Another recent small observational retrospective chart review described the use of maintenance ketamine infusions exceeding an initial series of up to 8 infusions in 11 patients with severe treatment-resistant depression.14 All patients demonstrated improvements in Beck Depression Inventory II (BDI-II) score following a course of acute treatment with 6 or 8 infusions and scores lower than baseline during maintenance treatment and at its conclusion. No clinically significant adverse effects were reported. The researchers described the study as “the largest cohort of patients to receive ketamine treatments on an ongoing basis for depression,” underscoring the present lack of data on prolonged ketamine use. “No one knows how much is too much or how frequent is too frequent,” Samuel Wilkinson, MD, assistant director of Yale Depression Research Program in New Haven, Connecticut, told Psychiatry Advisor. Dr Wilkinson noted that the drug has a “non-trivial potential for abuse” and is frequently used for recreational purposes in the United Kingdom and Southeast Asia. “To what extent offering ketamine as a therapy may potentially increase rates of abuse in the United States is not known.”
Dr Wilkinson also noted that the extended recreational use of ketamine has been associated with delusions, negative effects on cognition, and bladder toxicities, leading to a need for psychiatrists to be cautious about using it as a long-term treatment. “One area of interest is the question about how to keep people well without continued use of the drug,” he stated.
References
- Wilkinson ST, Toprak M, Turner MS, Levine SP, Katz RB, Sanacora G. A survey of the clinical, off-label use of ketamine as a treatment for psychiatric disorders. Am J Psychiatry. 2017;174(7):695-696.
- Loo C. Is ketamine ready to be used clinically for the treatment of depression?The Medical Journal of Australia. 2015;203(11):425.

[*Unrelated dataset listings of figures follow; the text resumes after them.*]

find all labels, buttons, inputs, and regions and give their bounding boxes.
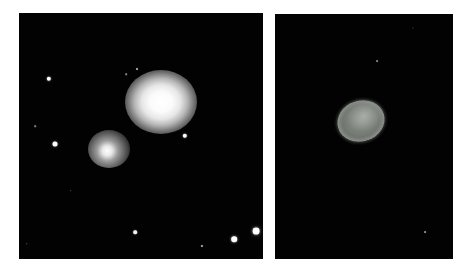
star bbox=[136, 68, 138, 70]
star bbox=[376, 60, 378, 62]
star bbox=[183, 134, 187, 138]
star bbox=[201, 245, 203, 247]
star bbox=[53, 142, 58, 147]
star bbox=[70, 190, 71, 191]
star bbox=[26, 243, 27, 244]
star bbox=[412, 27, 413, 28]
star bbox=[424, 231, 426, 233]
star bbox=[125, 73, 127, 75]
companion-galaxy bbox=[88, 130, 130, 168]
star bbox=[253, 228, 260, 235]
left-image-panel bbox=[19, 13, 263, 259]
star bbox=[47, 77, 51, 81]
right-image-panel bbox=[275, 14, 453, 259]
star bbox=[133, 230, 137, 234]
star bbox=[231, 236, 237, 242]
elliptical-galaxy bbox=[125, 70, 197, 134]
star bbox=[34, 125, 36, 127]
oval-object bbox=[332, 94, 390, 148]
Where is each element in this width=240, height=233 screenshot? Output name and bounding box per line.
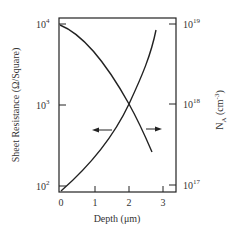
arrow-right-icon	[155, 127, 162, 132]
y-left-label-4: 104	[36, 17, 50, 30]
y-left-label-2: 102	[36, 179, 50, 192]
x-label-2: 2	[127, 197, 132, 208]
y-right-axis-title: NA (cm-3)	[213, 90, 228, 130]
y-right-label-17: 1017	[183, 178, 201, 191]
y-left-axis-title: Sheet Resistance (Ω/Square)	[10, 48, 22, 163]
sheet-resistance-curve	[61, 30, 156, 191]
arrow-left-icon	[92, 128, 99, 133]
y-right-label-19: 1019	[183, 17, 201, 30]
y-left-label-3: 103	[36, 98, 50, 111]
x-label-0: 0	[59, 197, 64, 208]
plot-frame	[59, 18, 176, 192]
sheet-resistance-chart: 104 103 102 1019 1018 1017 0 1 2 3 Depth…	[0, 0, 240, 233]
na-curve	[60, 25, 152, 152]
y-right-label-18: 1018	[183, 97, 201, 110]
x-axis-title: Depth (μm)	[94, 213, 141, 225]
x-label-1: 1	[93, 197, 98, 208]
x-label-3: 3	[161, 197, 166, 208]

- Strasburger SE, Bhimani PM, Kaabe JH, et al. What is the mechanism of Ketamine’s rapid-onset antidepressant effect? A concise overview of the surprisingly large number of possibilities.J Clin Pharm Ther. 2017;42(2):147-154.

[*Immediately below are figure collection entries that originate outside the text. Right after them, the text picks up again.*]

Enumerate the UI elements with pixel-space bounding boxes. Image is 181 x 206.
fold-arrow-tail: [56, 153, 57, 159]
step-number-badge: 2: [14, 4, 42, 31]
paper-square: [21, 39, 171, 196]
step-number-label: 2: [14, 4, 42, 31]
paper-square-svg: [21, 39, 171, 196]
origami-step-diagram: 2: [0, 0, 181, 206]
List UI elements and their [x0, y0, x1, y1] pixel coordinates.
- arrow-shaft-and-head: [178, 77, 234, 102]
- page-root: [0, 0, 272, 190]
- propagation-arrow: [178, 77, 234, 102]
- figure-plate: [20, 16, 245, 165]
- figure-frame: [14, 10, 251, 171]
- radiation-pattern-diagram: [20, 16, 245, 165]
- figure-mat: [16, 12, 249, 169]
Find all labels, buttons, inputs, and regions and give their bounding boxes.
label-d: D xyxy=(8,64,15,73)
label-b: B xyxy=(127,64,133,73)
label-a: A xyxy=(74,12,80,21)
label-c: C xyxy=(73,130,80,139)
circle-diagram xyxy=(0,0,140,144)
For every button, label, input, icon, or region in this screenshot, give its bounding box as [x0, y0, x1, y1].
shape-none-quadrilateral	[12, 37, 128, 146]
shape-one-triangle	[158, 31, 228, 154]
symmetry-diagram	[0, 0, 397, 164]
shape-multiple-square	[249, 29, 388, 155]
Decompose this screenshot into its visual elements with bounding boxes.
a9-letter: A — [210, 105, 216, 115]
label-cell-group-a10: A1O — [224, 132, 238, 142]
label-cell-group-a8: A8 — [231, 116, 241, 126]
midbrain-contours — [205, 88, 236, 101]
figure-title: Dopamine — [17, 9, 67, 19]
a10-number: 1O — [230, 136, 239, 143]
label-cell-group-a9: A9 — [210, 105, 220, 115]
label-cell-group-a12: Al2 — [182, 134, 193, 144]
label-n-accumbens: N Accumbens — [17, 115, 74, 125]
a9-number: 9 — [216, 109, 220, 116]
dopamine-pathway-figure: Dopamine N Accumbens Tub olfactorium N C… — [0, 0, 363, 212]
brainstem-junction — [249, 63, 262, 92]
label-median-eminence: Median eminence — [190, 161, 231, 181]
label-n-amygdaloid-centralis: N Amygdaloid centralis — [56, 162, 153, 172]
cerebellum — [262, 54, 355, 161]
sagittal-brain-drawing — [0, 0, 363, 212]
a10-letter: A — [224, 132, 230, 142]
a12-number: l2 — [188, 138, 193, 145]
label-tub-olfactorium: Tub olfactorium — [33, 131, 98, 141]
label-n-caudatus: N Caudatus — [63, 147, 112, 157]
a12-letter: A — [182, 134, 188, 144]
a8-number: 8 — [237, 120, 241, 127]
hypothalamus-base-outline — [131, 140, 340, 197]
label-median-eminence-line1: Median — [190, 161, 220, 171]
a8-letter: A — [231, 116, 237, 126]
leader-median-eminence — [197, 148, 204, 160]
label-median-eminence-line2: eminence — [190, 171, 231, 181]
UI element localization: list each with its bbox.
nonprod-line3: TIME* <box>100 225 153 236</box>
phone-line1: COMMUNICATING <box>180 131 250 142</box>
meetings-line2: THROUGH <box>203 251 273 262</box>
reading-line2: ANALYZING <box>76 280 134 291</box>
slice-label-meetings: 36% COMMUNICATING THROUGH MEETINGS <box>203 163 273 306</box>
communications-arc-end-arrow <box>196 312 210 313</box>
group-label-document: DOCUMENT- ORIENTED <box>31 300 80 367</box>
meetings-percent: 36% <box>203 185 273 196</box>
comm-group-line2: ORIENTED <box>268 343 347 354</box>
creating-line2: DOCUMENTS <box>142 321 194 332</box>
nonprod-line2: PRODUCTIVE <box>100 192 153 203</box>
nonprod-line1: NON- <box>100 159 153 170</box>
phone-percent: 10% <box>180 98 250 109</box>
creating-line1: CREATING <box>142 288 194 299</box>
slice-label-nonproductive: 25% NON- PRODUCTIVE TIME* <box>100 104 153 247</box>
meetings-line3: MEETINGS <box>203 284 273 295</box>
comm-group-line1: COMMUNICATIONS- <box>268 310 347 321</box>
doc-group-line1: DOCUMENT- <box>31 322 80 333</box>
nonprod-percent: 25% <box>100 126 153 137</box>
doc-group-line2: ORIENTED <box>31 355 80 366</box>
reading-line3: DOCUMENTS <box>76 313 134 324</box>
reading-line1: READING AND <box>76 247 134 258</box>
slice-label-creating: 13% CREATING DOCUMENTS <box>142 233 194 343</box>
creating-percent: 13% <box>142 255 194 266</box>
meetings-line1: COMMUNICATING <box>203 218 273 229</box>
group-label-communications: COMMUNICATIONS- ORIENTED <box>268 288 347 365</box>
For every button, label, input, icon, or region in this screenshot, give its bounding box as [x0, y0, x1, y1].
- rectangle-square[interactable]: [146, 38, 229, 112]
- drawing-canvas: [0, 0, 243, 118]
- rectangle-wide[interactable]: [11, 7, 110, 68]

- Ionescu DF, Rosenbaum JF, Alpert JE. Pharmacological approaches to the challenge of treatment-resistant depression. Dialogues Clin Neurosci. 2015;17(2):111-126.
- Pacchiarotti I, Mazzarini L, Colom F, et al. Treatment-resistant bipolar depression: towards a new definition. Acta Psychiatr Scand. 2009;120(6):429-440.

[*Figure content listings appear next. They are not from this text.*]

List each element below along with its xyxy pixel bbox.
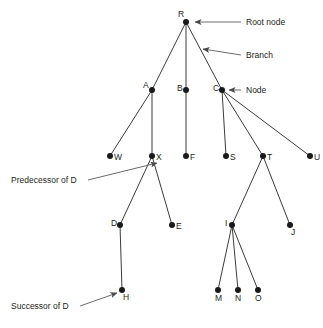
branch-edge-c-t [222,90,263,156]
annotation-label-node: Node [246,85,267,95]
node-label-e: E [176,221,182,231]
node-label-u: U [314,152,320,162]
branch-edge-t-j [263,156,290,225]
branch-layer [110,22,310,290]
node-c[interactable] [219,87,225,93]
node-label-i: I [225,218,227,228]
node-label-n: N [235,293,241,303]
branch-edge-x-e [152,156,172,225]
node-label-c: C [213,83,219,93]
branch-edge-i-o [232,225,258,290]
node-w[interactable] [107,153,113,159]
tree-diagram: RABCWXFSTUDEIJHMNO Root nodeBranchNodePr… [0,0,323,328]
branch-edge-i-m [218,225,232,290]
node-r[interactable] [183,19,189,25]
node-label-d: D [111,218,117,228]
node-s[interactable] [223,153,229,159]
branch-edge-c-u [222,90,310,156]
annotation-leader-successor-of-d [80,293,117,306]
node-t[interactable] [260,153,266,159]
annotation-leader-predecessor-of-d [88,163,157,180]
branch-edge-r-a [152,22,186,90]
annotation-leader-layer [80,22,241,306]
node-i[interactable] [229,222,235,228]
node-label-r: R [178,9,184,19]
node-label-h: H [123,292,129,302]
node-label-m: M [215,293,222,303]
node-label-j: J [291,227,295,237]
annotation-label-root-node: Root node [246,17,285,27]
branch-edge-c-s [222,90,226,156]
node-label-s: S [230,152,236,162]
node-b[interactable] [183,87,189,93]
annotation-label-successor-of-d: Successor of D [11,301,69,311]
node-u[interactable] [307,153,313,159]
node-label-o: O [255,293,262,303]
node-label-x: X [156,152,162,162]
branch-edge-a-w [110,90,152,156]
annotation-leader-branch [203,49,241,55]
branch-edge-x-d [120,156,152,225]
node-d[interactable] [117,222,123,228]
branch-edge-d-h [120,225,122,290]
tree-diagram-canvas: RABCWXFSTUDEIJHMNO Root nodeBranchNodePr… [0,0,323,328]
node-layer: RABCWXFSTUDEIJHMNO [107,9,320,303]
annotation-label-branch: Branch [246,50,273,60]
node-label-f: F [190,152,195,162]
node-label-w: W [114,152,122,162]
node-label-a: A [143,80,149,90]
annotation-label-predecessor-of-d: Predecessor of D [11,175,77,185]
node-e[interactable] [169,222,175,228]
branch-edge-i-n [232,225,238,290]
node-x[interactable] [149,153,155,159]
branch-edge-r-c [186,22,222,90]
node-label-b: B [177,83,183,93]
node-f[interactable] [183,153,189,159]
node-label-t: T [267,152,272,162]
node-a[interactable] [149,87,155,93]
branch-edge-t-i [232,156,263,225]
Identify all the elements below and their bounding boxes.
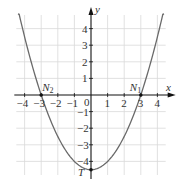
x-axis-label: x xyxy=(165,81,171,93)
svg-text:1: 1 xyxy=(82,72,88,84)
svg-text:−3: −3 xyxy=(33,97,45,109)
svg-text:3: 3 xyxy=(82,39,88,51)
svg-text:−4: −4 xyxy=(17,97,29,109)
svg-text:4: 4 xyxy=(154,97,160,109)
svg-text:N2: N2 xyxy=(41,81,53,95)
svg-text:T: T xyxy=(78,166,85,178)
svg-text:2: 2 xyxy=(121,97,127,109)
svg-text:−2: −2 xyxy=(50,97,62,109)
svg-text:−1: −1 xyxy=(77,106,89,118)
svg-text:2: 2 xyxy=(82,56,88,68)
svg-text:−2: −2 xyxy=(77,122,89,134)
svg-text:3: 3 xyxy=(138,97,144,109)
svg-text:1: 1 xyxy=(105,97,111,109)
svg-text:−3: −3 xyxy=(77,139,89,151)
y-axis-label: y xyxy=(94,3,100,15)
svg-text:N1: N1 xyxy=(129,81,141,95)
svg-text:4: 4 xyxy=(82,23,88,35)
axes xyxy=(14,7,175,179)
parabola-chart: −4−3−2−1012344321−1−2−3−4 N2N1T x y xyxy=(0,0,182,184)
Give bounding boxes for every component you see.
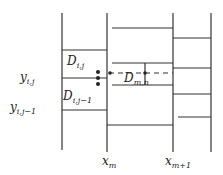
label-y-ij: yi,j	[19, 70, 35, 86]
label-x-m: xm	[102, 154, 117, 170]
dot	[96, 70, 100, 74]
label-y-ij-1: yi,j−1	[9, 100, 36, 116]
dot	[96, 76, 100, 80]
label-x-m1: xm+1	[165, 154, 191, 170]
label-D-ij: Di,j	[66, 54, 85, 70]
dot	[96, 82, 100, 86]
dot	[143, 71, 147, 75]
dot	[108, 71, 112, 75]
label-D-ij-1: Di,j−1	[62, 89, 92, 105]
grid-diagram: Di,j Di,j−1 Dm,n yi,j yi,j−1 xm xm+1	[0, 0, 223, 175]
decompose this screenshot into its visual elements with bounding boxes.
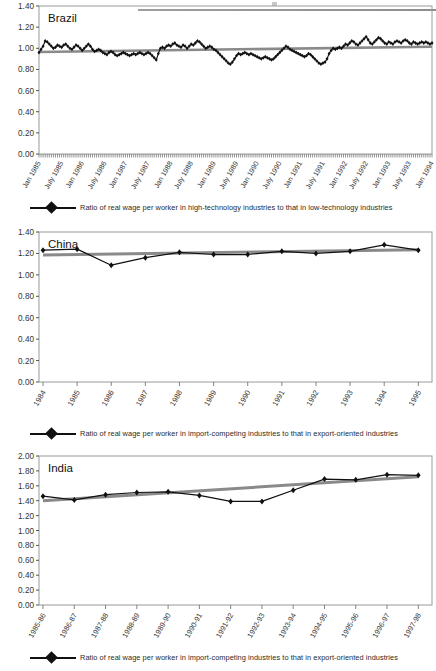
x-tick-label: 1990-91 [183,612,204,640]
x-tick-label: July 1986 [85,160,108,191]
y-tick-label: 0.40 [18,335,34,344]
x-tick-label: July 1992 [347,160,370,191]
x-tick-label: July 1989 [217,160,240,191]
y-tick-label: 1.00 [18,271,34,280]
x-tick-label: Jan 1991 [281,160,304,190]
x-tick-label: 1996-97 [370,612,391,640]
x-tick-label: 1997-98 [402,612,423,640]
data-point-marker [385,472,390,478]
plot-frame [39,6,432,154]
x-tick-label: Jan 1985 [20,160,43,190]
x-tick-label: 1985 [66,389,82,408]
chart-svg-india: 0.000.200.400.600.801.001.201.401.601.80… [0,448,436,650]
data-point-marker [109,262,114,268]
x-tick-label: 1988-89 [120,612,141,640]
y-tick-label: 1.80 [18,467,34,476]
x-tick-label: 1991 [270,389,286,408]
y-tick-label: 2.00 [18,452,34,461]
legend-label-china: Ratio of real wage per worker in import-… [76,429,398,439]
y-tick-label: 0.20 [18,586,34,595]
y-tick-label: 1.20 [18,512,34,521]
data-point-marker [197,492,202,498]
x-tick-label: 1987-88 [89,612,110,640]
chart-svg-brazil: 0.000.200.400.600.801.001.201.40BrazilJa… [0,0,436,200]
x-tick-label: July 1987 [129,160,152,191]
legend-label-india: Ratio of real wage per worker in import-… [76,653,398,663]
x-tick-label: Jan 1990 [238,160,261,190]
x-tick-label: 1991-92 [214,612,235,640]
y-tick-label: 1.20 [18,23,34,32]
diamond-line-marker-icon [30,652,76,664]
x-tick-label: 1988 [168,389,184,408]
x-tick-label: 1993 [339,389,355,408]
x-tick-label: 1994 [373,389,389,408]
y-tick-label: 1.60 [18,482,34,491]
x-tick-label: July 1991 [303,160,326,191]
y-tick-label: 0.00 [18,378,34,387]
data-point-marker [41,247,46,253]
data-point-marker [279,248,284,254]
chart-area-india: 0.000.200.400.600.801.001.201.401.601.80… [0,448,436,650]
x-tick-label: Jan 1988 [152,160,175,190]
panel-title: India [48,462,74,474]
y-tick-label: 0.40 [18,571,34,580]
data-point-marker [416,247,421,253]
legend-label-brazil: Ratio of real wage per worker in high-te… [76,203,393,213]
x-tick-label: 1990 [236,389,252,408]
x-tick-label: 1995-96 [339,612,360,640]
data-point-marker [143,255,148,261]
x-tick-label: Jan 1989 [195,160,218,190]
x-tick-label: 1993-94 [277,612,298,640]
x-tick-label: July 1988 [172,160,195,191]
x-tick-label: Jan 1992 [327,160,350,190]
data-point-marker [228,498,233,504]
x-tick-label: Jan 1986 [63,160,86,190]
diamond-line-marker-icon [30,202,76,214]
chart-panel-brazil: 0.000.200.400.600.801.001.201.40BrazilJa… [0,0,436,222]
y-tick-label: 0.40 [18,108,34,117]
legend-india: Ratio of real wage per worker in import-… [0,650,436,666]
x-tick-label: 1994-95 [308,612,329,640]
data-point-marker [382,242,387,248]
x-tick-label: 1992-93 [245,612,266,640]
y-tick-label: 1.40 [18,228,34,237]
y-tick-label: 1.00 [18,527,34,536]
x-tick-label: Jan 1993 [370,160,393,190]
y-tick-label: 0.20 [18,129,34,138]
trend-line [43,477,418,501]
chart-panel-india: 0.000.200.400.600.801.001.201.401.601.80… [0,448,436,671]
y-tick-label: 1.40 [18,2,34,11]
y-tick-label: 1.00 [18,44,34,53]
x-tick-label: Jan 1994 [413,160,436,190]
data-point-marker [260,498,265,504]
x-tick-label: 1989 [202,389,218,408]
y-tick-label: 0.00 [18,150,34,159]
panel-title: China [48,238,79,250]
y-tick-label: 1.20 [18,249,34,258]
y-tick-label: 0.60 [18,87,34,96]
x-tick-label: July 1990 [260,160,283,191]
y-tick-label: 0.80 [18,541,34,550]
y-tick-label: 1.40 [18,497,34,506]
chart-area-brazil: 0.000.200.400.600.801.001.201.40BrazilJa… [0,0,436,200]
legend-brazil: Ratio of real wage per worker in high-te… [0,200,436,216]
panel-title: Brazil [48,12,77,24]
legend-china: Ratio of real wage per worker in import-… [0,426,436,442]
chart-svg-china: 0.000.200.400.600.801.001.201.40China198… [0,222,436,426]
y-tick-label: 0.60 [18,314,34,323]
x-tick-label: July 1985 [42,160,65,191]
x-tick-label: 1995 [407,389,423,408]
y-tick-label: 0.60 [18,556,34,565]
y-tick-label: 0.80 [18,65,34,74]
y-tick-label: 0.00 [18,601,34,610]
y-tick-label: 0.20 [18,357,34,366]
x-tick-label: 1992 [304,389,320,408]
data-point-marker [322,476,327,482]
chart-area-china: 0.000.200.400.600.801.001.201.40China198… [0,222,436,426]
x-tick-label: 1989-90 [151,612,172,640]
diamond-line-marker-icon [30,428,76,440]
data-point-marker [41,493,46,499]
x-tick-label: Jan 1987 [107,160,130,190]
x-tick-label: 1986 [100,389,116,408]
x-tick-label: 1985-86 [26,612,47,640]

- Judd LL, Akiskal HS, Schettler PJ, et al. The long-term natural history of the weekly symptomatic status of bipolar I disorder.JAMA Psychiatry. 2002;59(6):530-537.
- Judd LL, Akiskal HS, Schettler PJ, et al. A prospective investigation of the natural history of the long-term weekly symptomatic status of bipolar II disorder.JAMA Psychiatry. 2003;60(3):261-269.
- Machado-Vieira R, Baumann J, Wheeler-Castillo C, et al. The timing of antidepressant effects: a comparison of diverse pharmacological and somatic treatments.Pharmaceuticals (Basel). 2010;3(1):19-41.
- Henter ID, de Sousa RT, Zarate CAJ. Glutamatergic modulators in depression.Harvard Review of Psychiatry. 2018 ;26(6):307-319.
- Singh JB, Fedgchin M, Daly EJ, et al. A double-blind, randomized, placebo-controlled, dose-frequency study of intravenous ketamine in patients with treatment-resistant depression.Am J Psychiatry. 2016;173(8):816-826.
- Kishimoto T, Chawla JM, Hagi K, et al. Single-dose infusion ketamine and non-ketamine N-methyl-D-aspartate receptor antagonists for unipolar and bipolar depression: a meta-analysis of efficacy, safety and time trajectories. Psychol Med. 2016;46(7):1459-1472.
- Sanacora G, Frye MA, McDonald W, et al. A consensus statement on the use of ketamine in the treatment of mood disorders.JAMA Psychiatry. 2017;74(4):399-405.
- Zheng W, Zhou Y-L, Liu W-J, et al. Rapid and longer-term antidepressant effects of repeated-dose intravenous ketamine for patients with unipolar and bipolar depression.J Psychiatr Res. 2018;106:61-68.
- Archer S, Chrenek C, Swainson J. Maintenance ketamine therapy for treatment-resistant depression.J Clin Psychopharmacol. 2018;38(4):380-384.